Basically, everything. This whole thing feels like a really makeshift house of cards. In particular, I don't like that the page has to update once per second, particularly because the Windows mouse icon changes to loading and not loading cursors very fast. If the user knows the system and knows what's going on, then yeah big deal I guess, we can just deal with it because we know what's going on. But I think to the average user, the behavior is jarring, it feels like something might be wrong or something.

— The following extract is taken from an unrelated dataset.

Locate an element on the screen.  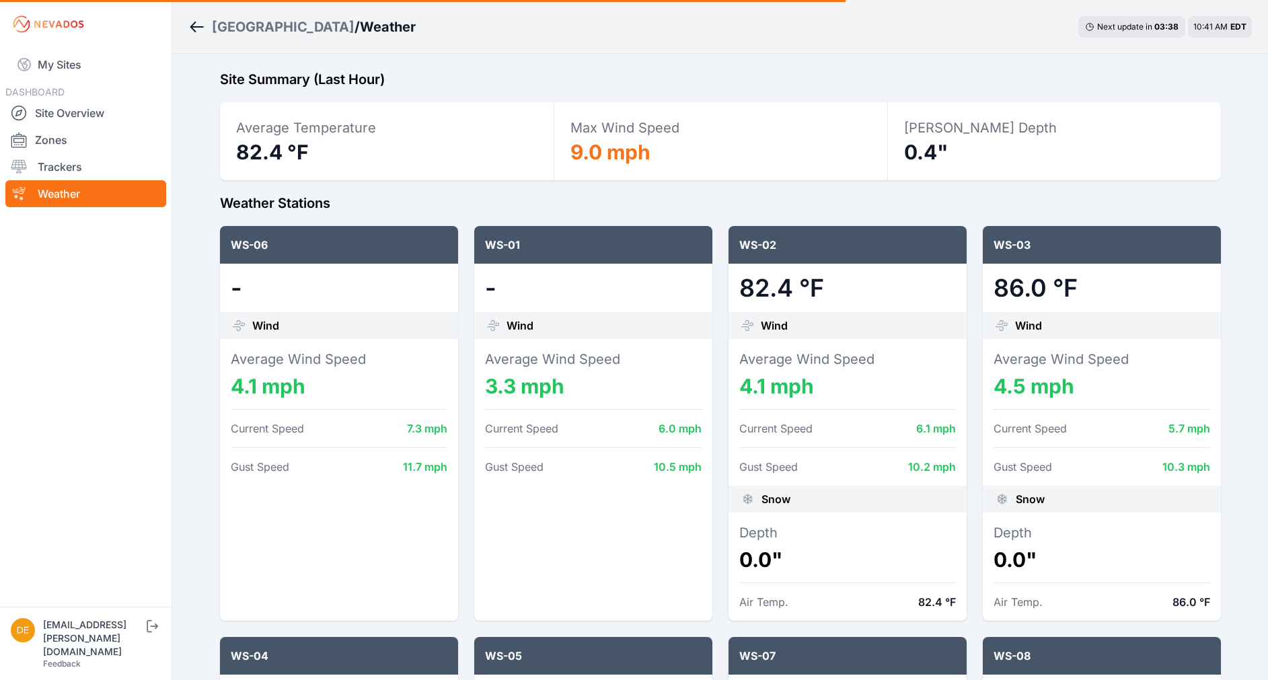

Hopefully I've made it clear what I'm trying to achieve overall, so I'm open to other ideas about how to go about it.

\$\endgroup\$
2
  • \$\begingroup\$ did you tried using SignalR ? \$\endgroup\$
    – Kiquenet
    Dec 31, 2018 at 13:09
  • \$\begingroup\$ async/await method better than ThreadStart ? or using hanselman.com/blog/… \$\endgroup\$
    – Kiquenet
    Feb 8, 2019 at 9:35

1 Answer 1

2
\$\begingroup\$

Have you considered using SignalR?

As their homepage states, it's a "library for ASP.NET developers that makes it incredibly simple to add real-time web functionality to your applications. What is "real-time web" functionality? It's the ability to have your server-side code push content to the connected clients as it happens, in real-time."

\$\endgroup\$
0

Your Answer

By clicking “Post Your Answer”, you agree to our terms of service and acknowledge that you have read and understand our privacy policy and code of conduct.

Not the answer you're looking for? Browse other questions tagged or ask your own question.